5‑Minute Speech: The Business Case for the IQR Rule in Business Analytics
Good morning everyone, and thank you for taking the time to join me today.
I want to talk about something deceptively simple, but incredibly powerful for any organization that relies on data to make decisions — the 1.5×IQR statistical outlier rule. Many of you have seen it in textbooks or used it in school, but what’s often overlooked is just how valuable this rule becomes when you apply it inside real business analytics workflows.
Let’s start with the problem. Every organization today is drowning in data — financial data, operational data, customer data, sensor data. And buried inside all of that information are anomalies: unusual expenses, unexpected delays, suspicious transactions, odd customer behaviors, or system errors that distort dashboards and forecasts.
Most companies still rely on manual review or inconsistent judgment to catch these issues. It’s slow, it’s subjective, and it doesn’t scale.
This is where the IQR rule shines.
The 1.5×IQR rule gives us a simple, transparent, and mathematically robust way to identify unusual values. It doesn’t assume a normal distribution. It isn’t sensitive to skew. And it’s easy to explain to executives, auditors, and stakeholders. In other words, it gives us a defensible, repeatable standard for anomaly detection.
Now, let’s talk about what this means in practice.
In financial analytics, the IQR rule can flag abnormal expenses, unusual revenue spikes, or vendor payments that fall outside expected ranges. It strengthens audit readiness and reduces financial risk.
In operations and supply chain, it helps detect outlier delivery times, production delays, or equipment readings that signal emerging problems. This leads to better resource allocation, fewer surprises, and more resilient operations.
In customer and marketing analytics, the IQR rule can identify high‑value customers, detect fraudulent behavior, or highlight unusual churn patterns. It supports smarter segmentation and more targeted decision‑making.
And in public‑sector and civic analytics, which many of you know is a passion of mine, the IQR rule helps identify unusual service request patterns, infrastructure stress points, or safety‑related anomalies.

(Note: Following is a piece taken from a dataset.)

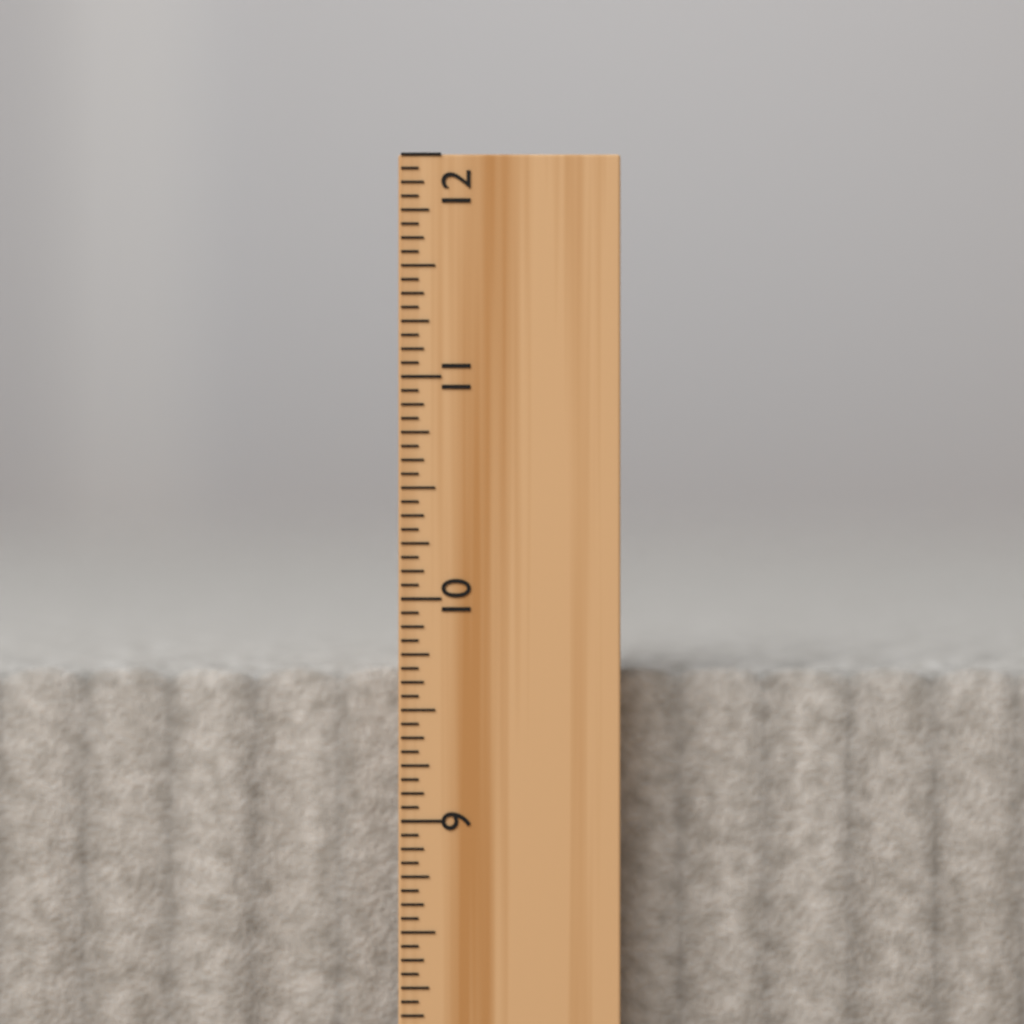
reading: 9.6875 inch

These insights directly support better planning and more efficient use of public resources.
What makes the IQR rule especially compelling is how easily it integrates into existing workflows. It works beautifully in Excel, Power Query, Power BI, SQL, Python — anywhere your data already lives. It can be automated, scaled, and embedded into dashboards and pipelines without requiring complex machine‑learning models or specialized expertise.
And when you combine the IQR rule with modern AI tools, the value multiplies. AI can interpret the flagged outliers, explain what they mean, and even suggest next steps. Analysts spend less time hunting for problems and more time solving them.

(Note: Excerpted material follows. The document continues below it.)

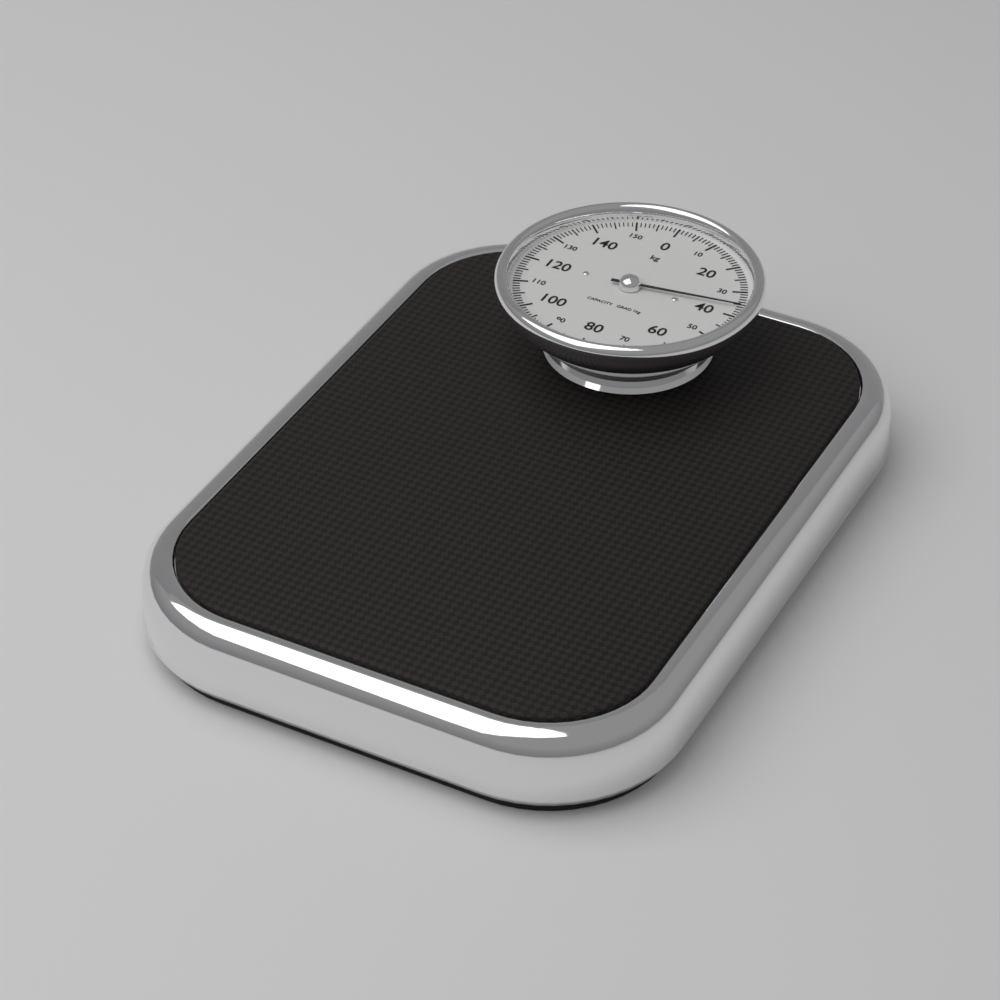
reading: 36 kg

So what’s the business case?
It’s simple: Organizations that adopt the IQR rule reduce anomaly‑related losses, improve data quality, strengthen decision‑making, and dramatically cut down on manual review time. In many cases, teams see a 50 to 80 percent reduction in time spent chasing down irregularities — and that translates directly into cost savings and faster insights.

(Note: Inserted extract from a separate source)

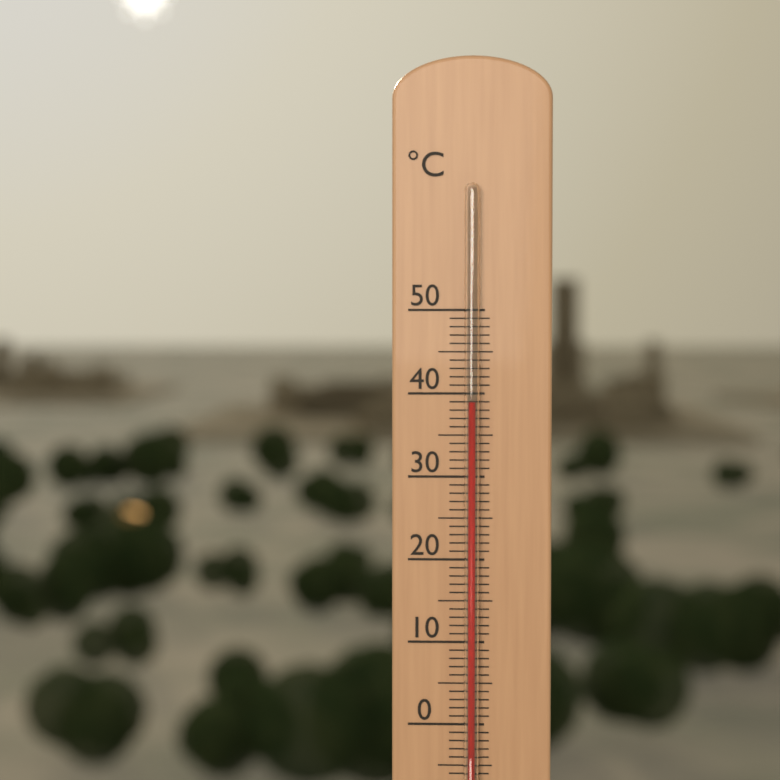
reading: 39 °C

To put it plainly: the IQR rule is one of the highest‑ROI analytics tools available, precisely because it’s simple, transparent, and universally applicable.
As we continue building tools, templates, and educational resources around this method, my goal is to make outlier detection not just a statistical concept, but a practical, everyday part of business analytics — something any analyst, manager, or civic planner can use to make better decisions.
Thank you, and I’m happy to take questions or dive deeper into any of these applications.